Campus & Community

The Diversity Summit: Celebrating Inclusive Excellence

In the years to come, says Frank Tuitt, the University of Denver’s associate provost for inclusive excellence and associate professor of higher education, “everybody will need to navigate and be successful in a diverse society.”

With that in mind, the University’s Center for Multicultural Excellence, which Tuitt directs, sponsors an annual Diversity Summit—slated in 2015 for Jan. 22–23. The two-day event features guest speakers, workshops and panel discussions focusing on topics related to inclusive excellence.

But just what is inclusive excellence?

“It’s a complex concept,” Tuitt acknowledges. “And it’s always evolving. You go to sleep with one definition and the next day it’s different.

“Sometimes we think of inclusive excellence as a thing, but to me it’s more of a process,” he adds, noting that the process includes everything from creating a campus climate that’s appreciative and supportive of diverse populations to addressing questions of access and equity.

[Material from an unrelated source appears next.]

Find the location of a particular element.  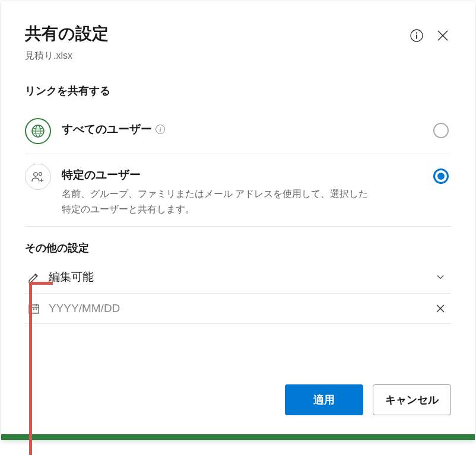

The term was introduced to higher education by the American Association of Colleges and Universities. It was coined, in part, to counter resistance to diversity efforts in higher education—namely, Tuitt says, “the myth that inclusion was a compromise to excellence and vice versa.”

“I actually think it’s a brilliant term,” he explains, “because how can you be against inclusiveness? How can you be against excellence?”

If attendance at the Diversity Summit is any gauge, plenty of people are definitely for inclusive excellence at DU. Launched in 2001 by a handful of undergraduate students, the summit has grown from a low-profile one-day event to a high-profile campus-wide program attracting as many as 700 faculty, staff, students, alumni and members of the Denver community. Recently, the event was expanded to include a Day of Action, which brings future students and their families to campus to learn about opportunities in higher education.

To summit co-chair Joanna Leyba, assistant provost for campus and community partnerships, the Diversity Summit represents an opportunity to chart, celebrate and instigate progress. “We ask that our presenters challenge participants to think about their own role in making DU an inclusive institution,” Leyba says.

The 2015 Diversity Summit attempts to remind participants of the progress realized and the challenges that remain. Its theme—Fifty Years Since Selma: Your Voice Still Matters!—references the famous 1965 march in Selma, Ala., where a peaceful assembly of people eager to support efforts for equal voting rights were greeted with violence. Selma called national attention to the need for comprehensive voting-rights legislation and was followed by passage of the federal Voting Rights Act in August 1965. Given that the Supreme Court recently invalidated key provisions of the act, the topic has fresh relevance today.

As part of the Diversity Summit, The Estlow International Center for Journalism and New Media at the University of Denver will host a luncheon at 11:45 a.m. Friday, Jan. 23. The Anvil of Freedom Award for outstanding journalism and democracy will be presented at the luncheon in honor of keynote speaker Michelle Bernard, chairman, founder, president and CEO of the Bernard Center for Women, Politics & Public Policy. Bernard is an attorney, a frequent political and legal analyst on MSNBC and CNN and a guest commentator on BBC Radio and National Public Radio’s “All Things Considered” and “Tell Me More With Michel Martin.”

2015 marks the first year that the summit will be staged in January to complement the Martin Luther King Jr. holiday. For years the summit was held at the end of May, timing that made it difficult for diversity champions to harness energy and enthusiasm going forward.

“People would get so excited, but then there were just three weeks of class left,” Leyba explains.

Leyba hopes the 2015 event will catalyze the campus’ diversity efforts for the remainder of the academic year. “What the diversity summit does,” she says “is provide a venue for folks to share best practices and research. It sparks excitement, self-reflection and interest around this idea of inclusion and diversity.”